Public apartment housing blocks in Sweden
Public housing in Sweden (Image: svt.se)

Middle and high density apartment blocks are not cool in New Zealand, and I can already hear the shouts of ‘not in my back yard!’. But they can be attractive, efficient, and environmentally friendly alternatives to free standing structures on sprawling quarter acre sections. The World Population Review measures Gothenburg’s current population density at 1,300 individuals per square kilometre. Auckland had 312 people per square kilometre in 2013, the most recent year I could find figures for. The same report explains that higher density in urban areas has been linked to better public transport and more effective use of rural areas outside the city, which in turn means lower greenhouse emissions.

Gothenburg’s housing, along with its impressive public transport, light rail, and buses running on methane sourced from residents’ food waste, make it one of the most sustainable cities in the world.

New Zealand has two budgets to work with now. The $7.5 billion surplus, and the carbon budget. Let’s invest this wealth and carbon into green homes and transport and set ourselves up for a sustainable future. Yes, Swedish taxes are higher than in New Zealand. The average income tax is 32% and the capitals gains tax is 30%. Some Swedes may think their taxes are too high, but if you ask what social service they’d live without, many struggle to answer.
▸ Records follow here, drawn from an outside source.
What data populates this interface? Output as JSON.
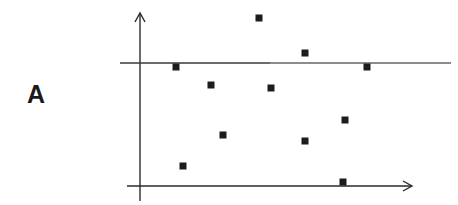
{
  "panel": {
    "label": "A"
  },
  "colors": {
    "axis": "#2a2a2a",
    "marker": "#1c1c1c",
    "reference_line_dark": "#3a3a3a",
    "reference_line_light": "#8c8c8c"
  },
  "chart_data": {
    "type": "scatter",
    "title": "",
    "xlabel": "",
    "ylabel": "",
    "panel_label": "A",
    "grid": false,
    "legend": null,
    "axes": {
      "ticks": "none",
      "arrows": true
    },
    "reference_line": {
      "orientation": "horizontal",
      "y": 0.78,
      "note": "horizontal reference line across plot"
    },
    "xlim": [
      0,
      1
    ],
    "ylim": [
      0,
      1
    ],
    "points": [
      {
        "x": 0.13,
        "y": 0.76
      },
      {
        "x": 0.44,
        "y": 1.0
      },
      {
        "x": 0.61,
        "y": 0.82
      },
      {
        "x": 0.84,
        "y": 0.76
      },
      {
        "x": 0.26,
        "y": 0.6
      },
      {
        "x": 0.49,
        "y": 0.59
      },
      {
        "x": 0.76,
        "y": 0.39
      },
      {
        "x": 0.31,
        "y": 0.31
      },
      {
        "x": 0.61,
        "y": 0.27
      },
      {
        "x": 0.16,
        "y": 0.12
      },
      {
        "x": 0.75,
        "y": 0.03
      }
    ],
    "pixel_points": [
      [
        176,
        67
      ],
      [
        259,
        18
      ],
      [
        305,
        53
      ],
      [
        367,
        67
      ],
      [
        211,
        85
      ],
      [
        271,
        88
      ],
      [
        345,
        120
      ],
      [
        223,
        135
      ],
      [
        305,
        141
      ],
      [
        183,
        166
      ],
      [
        343,
        182
      ]
    ]
  }
}
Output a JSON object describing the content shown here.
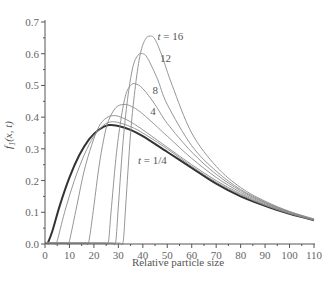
{
  "chart_data": {
    "type": "line",
    "title": "",
    "xlabel": "Relative particle size",
    "ylabel": "f1(x, t)",
    "xlim": [
      0,
      110
    ],
    "ylim": [
      0,
      0.7
    ],
    "grid": false,
    "legend": "none (inline curve labels)",
    "x_ticks": [
      0,
      10,
      20,
      30,
      40,
      50,
      60,
      70,
      80,
      90,
      100,
      110
    ],
    "y_ticks": [
      "0.0",
      "0.1",
      "0.2",
      "0.3",
      "0.4",
      "0.5",
      "0.6",
      "0.7"
    ],
    "annotations": [
      {
        "text": "t = 16",
        "x": 46,
        "y": 0.655
      },
      {
        "text": "12",
        "x": 47,
        "y": 0.585
      },
      {
        "text": "8",
        "x": 44,
        "y": 0.485
      },
      {
        "text": "4",
        "x": 43,
        "y": 0.42
      },
      {
        "text": "t = 1/4",
        "x": 38,
        "y": 0.265
      }
    ],
    "series": [
      {
        "name": "t = 1/4",
        "thick": true,
        "points": [
          [
            1,
            0
          ],
          [
            3,
            0.04
          ],
          [
            6,
            0.12
          ],
          [
            10,
            0.21
          ],
          [
            14,
            0.28
          ],
          [
            18,
            0.33
          ],
          [
            22,
            0.36
          ],
          [
            26,
            0.375
          ],
          [
            30,
            0.372
          ],
          [
            35,
            0.36
          ],
          [
            40,
            0.34
          ],
          [
            50,
            0.29
          ],
          [
            60,
            0.24
          ],
          [
            70,
            0.19
          ],
          [
            80,
            0.15
          ],
          [
            90,
            0.12
          ],
          [
            100,
            0.095
          ],
          [
            110,
            0.075
          ]
        ]
      },
      {
        "name": "t (unlabeled, ~1/2)",
        "thick": false,
        "points": [
          [
            4,
            0
          ],
          [
            5,
            0.01
          ],
          [
            8,
            0.1
          ],
          [
            12,
            0.2
          ],
          [
            16,
            0.28
          ],
          [
            20,
            0.34
          ],
          [
            24,
            0.375
          ],
          [
            27,
            0.385
          ],
          [
            30,
            0.383
          ],
          [
            35,
            0.37
          ],
          [
            40,
            0.35
          ],
          [
            50,
            0.3
          ],
          [
            60,
            0.245
          ],
          [
            70,
            0.195
          ],
          [
            80,
            0.155
          ],
          [
            90,
            0.122
          ],
          [
            100,
            0.096
          ],
          [
            110,
            0.075
          ]
        ]
      },
      {
        "name": "t (unlabeled, ~1)",
        "thick": false,
        "points": [
          [
            9,
            0
          ],
          [
            10,
            0.01
          ],
          [
            13,
            0.12
          ],
          [
            16,
            0.23
          ],
          [
            19,
            0.31
          ],
          [
            22,
            0.37
          ],
          [
            25,
            0.397
          ],
          [
            28,
            0.405
          ],
          [
            31,
            0.4
          ],
          [
            35,
            0.385
          ],
          [
            40,
            0.36
          ],
          [
            50,
            0.305
          ],
          [
            60,
            0.25
          ],
          [
            70,
            0.2
          ],
          [
            80,
            0.158
          ],
          [
            90,
            0.124
          ],
          [
            100,
            0.097
          ],
          [
            110,
            0.076
          ]
        ]
      },
      {
        "name": "t = 4",
        "thick": false,
        "points": [
          [
            17,
            0
          ],
          [
            18,
            0.01
          ],
          [
            20,
            0.12
          ],
          [
            22,
            0.24
          ],
          [
            24,
            0.33
          ],
          [
            26,
            0.39
          ],
          [
            29,
            0.43
          ],
          [
            32,
            0.44
          ],
          [
            35,
            0.435
          ],
          [
            40,
            0.41
          ],
          [
            50,
            0.34
          ],
          [
            60,
            0.27
          ],
          [
            70,
            0.21
          ],
          [
            80,
            0.163
          ],
          [
            90,
            0.127
          ],
          [
            100,
            0.099
          ],
          [
            110,
            0.077
          ]
        ]
      },
      {
        "name": "t = 8",
        "thick": false,
        "points": [
          [
            25,
            0
          ],
          [
            26,
            0.01
          ],
          [
            27,
            0.1
          ],
          [
            29,
            0.27
          ],
          [
            31,
            0.39
          ],
          [
            33,
            0.47
          ],
          [
            35,
            0.5
          ],
          [
            37,
            0.505
          ],
          [
            40,
            0.49
          ],
          [
            45,
            0.44
          ],
          [
            50,
            0.38
          ],
          [
            60,
            0.29
          ],
          [
            70,
            0.22
          ],
          [
            80,
            0.168
          ],
          [
            90,
            0.13
          ],
          [
            100,
            0.1
          ],
          [
            110,
            0.077
          ]
        ]
      },
      {
        "name": "t = 12",
        "thick": false,
        "points": [
          [
            28,
            0
          ],
          [
            29,
            0.01
          ],
          [
            30,
            0.12
          ],
          [
            32,
            0.33
          ],
          [
            34,
            0.47
          ],
          [
            36,
            0.56
          ],
          [
            38,
            0.595
          ],
          [
            40,
            0.6
          ],
          [
            42,
            0.585
          ],
          [
            46,
            0.52
          ],
          [
            50,
            0.44
          ],
          [
            60,
            0.31
          ],
          [
            70,
            0.23
          ],
          [
            80,
            0.172
          ],
          [
            90,
            0.132
          ],
          [
            100,
            0.101
          ],
          [
            110,
            0.078
          ]
        ]
      },
      {
        "name": "t = 16",
        "thick": false,
        "points": [
          [
            31,
            0
          ],
          [
            32,
            0.01
          ],
          [
            33,
            0.12
          ],
          [
            35,
            0.35
          ],
          [
            37,
            0.5
          ],
          [
            39,
            0.6
          ],
          [
            41,
            0.645
          ],
          [
            43,
            0.656
          ],
          [
            45,
            0.645
          ],
          [
            48,
            0.59
          ],
          [
            52,
            0.5
          ],
          [
            60,
            0.35
          ],
          [
            70,
            0.245
          ],
          [
            80,
            0.178
          ],
          [
            90,
            0.135
          ],
          [
            100,
            0.103
          ],
          [
            110,
            0.079
          ]
        ]
      }
    ],
    "colors": {
      "thick_curve": "#333333",
      "thin_curve": "#8a8a8a",
      "axis": "#555555"
    }
  }
}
The 400+ days of paid parental leave? The heavily subsidised day care? The family benefits? The child allowance? The stipend for high school students? Free university? Free school lunches?
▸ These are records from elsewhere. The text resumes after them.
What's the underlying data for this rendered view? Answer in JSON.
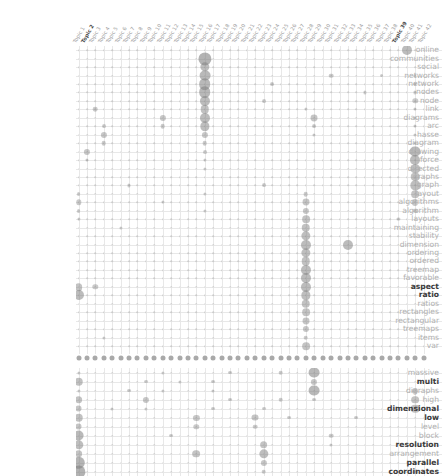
{
  "figure": {
    "type": "bubble-matrix",
    "title": "",
    "background": "#ffffff",
    "bubble_color": "#808080",
    "grid_color": "#e8e8e8",
    "label_color": "#b0b0b0",
    "highlight_label_color": "#3b3b3b"
  },
  "columns": {
    "label_prefix": "Topic",
    "count": 42,
    "labels": [
      "Topic 1",
      "Topic 2",
      "Topic 3",
      "Topic 4",
      "Topic 5",
      "Topic 6",
      "Topic 7",
      "Topic 8",
      "Topic 9",
      "Topic 10",
      "Topic 11",
      "Topic 12",
      "Topic 13",
      "Topic 14",
      "Topic 15",
      "Topic 16",
      "Topic 17",
      "Topic 18",
      "Topic 19",
      "Topic 20",
      "Topic 21",
      "Topic 22",
      "Topic 23",
      "Topic 24",
      "Topic 25",
      "Topic 26",
      "Topic 27",
      "Topic 28",
      "Topic 29",
      "Topic 30",
      "Topic 31",
      "Topic 32",
      "Topic 33",
      "Topic 34",
      "Topic 35",
      "Topic 36",
      "Topic 37",
      "Topic 38",
      "Topic 39",
      "Topic 40",
      "Topic 41",
      "Topic 42"
    ],
    "bold_indices": [
      1,
      38
    ]
  },
  "panels": [
    {
      "name": "upper-panel",
      "rows": [
        "online",
        "communities",
        "social",
        "networks",
        "network",
        "nodes",
        "node",
        "link",
        "diagrams",
        "arc",
        "hasse",
        "diagram",
        "drawing",
        "force",
        "directed",
        "graphs",
        "graph",
        "layout",
        "algorithms",
        "algorithm",
        "layouts",
        "maintaining",
        "stability",
        "dimension",
        "ordering",
        "ordered",
        "treemap",
        "favorable",
        "aspect",
        "ratio",
        "ratios",
        "rectangles",
        "rectangular",
        "treemaps",
        "items",
        "var"
      ],
      "bold_rows": [
        "aspect",
        "ratio"
      ]
    },
    {
      "name": "lower-panel",
      "rows": [
        "massive",
        "multi",
        "digraphs",
        "high",
        "dimensional",
        "low",
        "level",
        "block",
        "resolution",
        "arrangement",
        "parallel",
        "coordinates"
      ],
      "bold_rows": [
        "multi",
        "dimensional",
        "low",
        "resolution",
        "parallel",
        "coordinates"
      ]
    }
  ],
  "chart_data": {
    "type": "heatmap",
    "encoding": "circle-area",
    "xlabel": "Topics",
    "ylabel": "Terms",
    "grid": true,
    "legend": "none",
    "x": [
      "Topic 1",
      "Topic 2",
      "Topic 3",
      "Topic 4",
      "Topic 5",
      "Topic 6",
      "Topic 7",
      "Topic 8",
      "Topic 9",
      "Topic 10",
      "Topic 11",
      "Topic 12",
      "Topic 13",
      "Topic 14",
      "Topic 15",
      "Topic 16",
      "Topic 17",
      "Topic 18",
      "Topic 19",
      "Topic 20",
      "Topic 21",
      "Topic 22",
      "Topic 23",
      "Topic 24",
      "Topic 25",
      "Topic 26",
      "Topic 27",
      "Topic 28",
      "Topic 29",
      "Topic 30",
      "Topic 31",
      "Topic 32",
      "Topic 33",
      "Topic 34",
      "Topic 35",
      "Topic 36",
      "Topic 37",
      "Topic 38",
      "Topic 39",
      "Topic 40",
      "Topic 41",
      "Topic 42"
    ],
    "upper_rows": [
      "online",
      "communities",
      "social",
      "networks",
      "network",
      "nodes",
      "node",
      "link",
      "diagrams",
      "arc",
      "hasse",
      "diagram",
      "drawing",
      "force",
      "directed",
      "graphs",
      "graph",
      "layout",
      "algorithms",
      "algorithm",
      "layouts",
      "maintaining",
      "stability",
      "dimension",
      "ordering",
      "ordered",
      "treemap",
      "favorable",
      "aspect",
      "ratio",
      "ratios",
      "rectangles",
      "rectangular",
      "treemaps",
      "items",
      "var"
    ],
    "lower_rows": [
      "massive",
      "multi",
      "digraphs",
      "high",
      "dimensional",
      "low",
      "level",
      "block",
      "resolution",
      "arrangement",
      "parallel",
      "coordinates"
    ],
    "value_range": [
      0,
      10
    ],
    "upper_points": [
      [
        39,
        0,
        6.5
      ],
      [
        15,
        1,
        8.5
      ],
      [
        15,
        2,
        6.0
      ],
      [
        15,
        3,
        7.0
      ],
      [
        30,
        3,
        3.0
      ],
      [
        36,
        3,
        2.5
      ],
      [
        40,
        3,
        2.0
      ],
      [
        15,
        4,
        7.5
      ],
      [
        23,
        4,
        2.5
      ],
      [
        40,
        4,
        2.0
      ],
      [
        15,
        5,
        7.5
      ],
      [
        34,
        5,
        2.0
      ],
      [
        40,
        5,
        2.0
      ],
      [
        15,
        6,
        6.5
      ],
      [
        22,
        6,
        2.5
      ],
      [
        40,
        6,
        3.5
      ],
      [
        2,
        7,
        3.0
      ],
      [
        15,
        7,
        5.5
      ],
      [
        27,
        7,
        2.0
      ],
      [
        40,
        7,
        2.0
      ],
      [
        10,
        8,
        4.0
      ],
      [
        15,
        8,
        6.5
      ],
      [
        28,
        8,
        4.5
      ],
      [
        40,
        8,
        2.0
      ],
      [
        3,
        9,
        2.5
      ],
      [
        10,
        9,
        3.0
      ],
      [
        15,
        9,
        6.0
      ],
      [
        28,
        9,
        2.5
      ],
      [
        40,
        9,
        2.0
      ],
      [
        3,
        10,
        4.0
      ],
      [
        15,
        10,
        4.0
      ],
      [
        28,
        10,
        2.0
      ],
      [
        40,
        10,
        2.0
      ],
      [
        3,
        11,
        3.0
      ],
      [
        15,
        11,
        3.0
      ],
      [
        40,
        11,
        2.0
      ],
      [
        1,
        12,
        4.0
      ],
      [
        15,
        12,
        2.5
      ],
      [
        40,
        12,
        7.0
      ],
      [
        1,
        13,
        2.0
      ],
      [
        15,
        13,
        2.0
      ],
      [
        40,
        13,
        6.5
      ],
      [
        15,
        14,
        2.0
      ],
      [
        40,
        14,
        6.0
      ],
      [
        40,
        15,
        5.5
      ],
      [
        6,
        16,
        2.0
      ],
      [
        22,
        16,
        2.5
      ],
      [
        40,
        16,
        6.0
      ],
      [
        0,
        17,
        2.5
      ],
      [
        15,
        17,
        2.0
      ],
      [
        27,
        17,
        3.0
      ],
      [
        40,
        17,
        5.0
      ],
      [
        0,
        18,
        3.5
      ],
      [
        10,
        18,
        2.0
      ],
      [
        27,
        18,
        4.5
      ],
      [
        40,
        18,
        4.0
      ],
      [
        0,
        19,
        2.5
      ],
      [
        15,
        19,
        2.0
      ],
      [
        27,
        19,
        4.0
      ],
      [
        40,
        19,
        3.0
      ],
      [
        0,
        20,
        2.0
      ],
      [
        27,
        20,
        5.0
      ],
      [
        38,
        20,
        2.0
      ],
      [
        5,
        21,
        2.0
      ],
      [
        27,
        21,
        5.5
      ],
      [
        27,
        22,
        6.0
      ],
      [
        27,
        23,
        6.5
      ],
      [
        32,
        23,
        6.5
      ],
      [
        27,
        24,
        6.0
      ],
      [
        27,
        25,
        5.5
      ],
      [
        27,
        26,
        6.5
      ],
      [
        27,
        27,
        6.5
      ],
      [
        0,
        28,
        5.0
      ],
      [
        2,
        28,
        3.5
      ],
      [
        27,
        28,
        6.5
      ],
      [
        0,
        29,
        6.5
      ],
      [
        27,
        29,
        6.0
      ],
      [
        27,
        30,
        5.5
      ],
      [
        27,
        31,
        5.0
      ],
      [
        27,
        32,
        4.5
      ],
      [
        27,
        33,
        4.0
      ],
      [
        3,
        34,
        2.0
      ],
      [
        27,
        34,
        3.0
      ],
      [
        27,
        35,
        5.0
      ]
    ],
    "lower_points": [
      [
        0,
        0,
        2.0
      ],
      [
        28,
        0,
        7.0
      ],
      [
        10,
        0,
        2.0
      ],
      [
        18,
        0,
        2.5
      ],
      [
        24,
        0,
        3.0
      ],
      [
        42,
        0,
        4.0
      ],
      [
        0,
        1,
        5.5
      ],
      [
        8,
        1,
        2.5
      ],
      [
        12,
        1,
        2.0
      ],
      [
        16,
        1,
        2.5
      ],
      [
        28,
        1,
        4.0
      ],
      [
        42,
        1,
        5.0
      ],
      [
        0,
        2,
        2.0
      ],
      [
        6,
        2,
        2.5
      ],
      [
        10,
        2,
        2.0
      ],
      [
        16,
        2,
        2.0
      ],
      [
        28,
        2,
        7.0
      ],
      [
        40,
        2,
        4.0
      ],
      [
        42,
        2,
        3.0
      ],
      [
        0,
        3,
        5.0
      ],
      [
        8,
        3,
        4.0
      ],
      [
        18,
        3,
        2.5
      ],
      [
        24,
        3,
        3.0
      ],
      [
        28,
        3,
        2.5
      ],
      [
        40,
        3,
        5.0
      ],
      [
        42,
        3,
        4.5
      ],
      [
        0,
        4,
        4.5
      ],
      [
        4,
        4,
        2.0
      ],
      [
        8,
        4,
        2.0
      ],
      [
        16,
        4,
        2.5
      ],
      [
        22,
        4,
        2.5
      ],
      [
        40,
        4,
        5.5
      ],
      [
        42,
        4,
        3.0
      ],
      [
        0,
        5,
        5.5
      ],
      [
        14,
        5,
        4.0
      ],
      [
        21,
        5,
        4.5
      ],
      [
        25,
        5,
        2.5
      ],
      [
        33,
        5,
        2.5
      ],
      [
        42,
        5,
        4.0
      ],
      [
        0,
        6,
        4.5
      ],
      [
        14,
        6,
        3.5
      ],
      [
        21,
        6,
        3.0
      ],
      [
        42,
        6,
        5.0
      ],
      [
        0,
        7,
        7.0
      ],
      [
        11,
        7,
        2.5
      ],
      [
        30,
        7,
        3.0
      ],
      [
        42,
        7,
        3.0
      ],
      [
        0,
        8,
        6.0
      ],
      [
        22,
        8,
        5.0
      ],
      [
        30,
        8,
        2.0
      ],
      [
        42,
        8,
        2.5
      ],
      [
        0,
        9,
        5.0
      ],
      [
        22,
        9,
        6.0
      ],
      [
        14,
        9,
        5.0
      ],
      [
        42,
        9,
        2.0
      ],
      [
        0,
        10,
        8.0
      ],
      [
        22,
        10,
        4.0
      ],
      [
        42,
        10,
        2.0
      ],
      [
        0,
        11,
        8.5
      ],
      [
        22,
        11,
        3.0
      ],
      [
        40,
        11,
        3.0
      ]
    ]
  }
}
It is easy for me to wax poetic about Swedish public housing, but of course there are problems. The European Union’s neoliberal values come head to head with Sweden’s social democratic ones when it comes to housing, creating a foothold for centre-right parties to argue that Sweden should privatise housing or bring in market rents.

There is also a lack of housing in big cities. It’s a long wait to get a ‘first hand contract’ for an apartment in a city like Stockholm. It took my partner eight years to move to the top of the queue to get our apartment. Gentrification of public housing happens when apartments are renovated and the rent goes up to reflect the new utilities’ value. Whole apartment buildings are flushed of their old tenants and refilled with new, wealthier ones.

New Zealanders can recognise these problems. Our housing crisis is built from the same neoliberal assaults on public assets. However New Zealand embraced neoliberalism far earlier and wider than Sweden did and therefore our crisis looks much more bleak. Symptoms include people sleeping in cars, families living long-term in motels, tenants being harassed by landlords, children hospitalised due to living in crowded, damp, mouldy homes, and it being considered a rite of passage to live in disgusting, cold, and unhealthy student flats.

Swedes have benefitted from the practice of treating housing as a human right. Combined, a strong tenants union and the long reign of the Social Democrat party have invested time, effort, and funding into new builds and maintenance. Tenants feel they belong in their homes and can stay for life as long as they pay rent and do not disturb their neighbours.

New Zealand used to have much in common with the Swedish welfare state before a shift to neoliberalism in the 1980s. Now our housing crisis calls for a return to ambitious public investments like the Miljonprojam, a strong tenants union to keep landlords accountable, and the hardest thing of all – a shift in public opinion to create a culture where we view housing as a basic human right and homelessness as a failure of the state.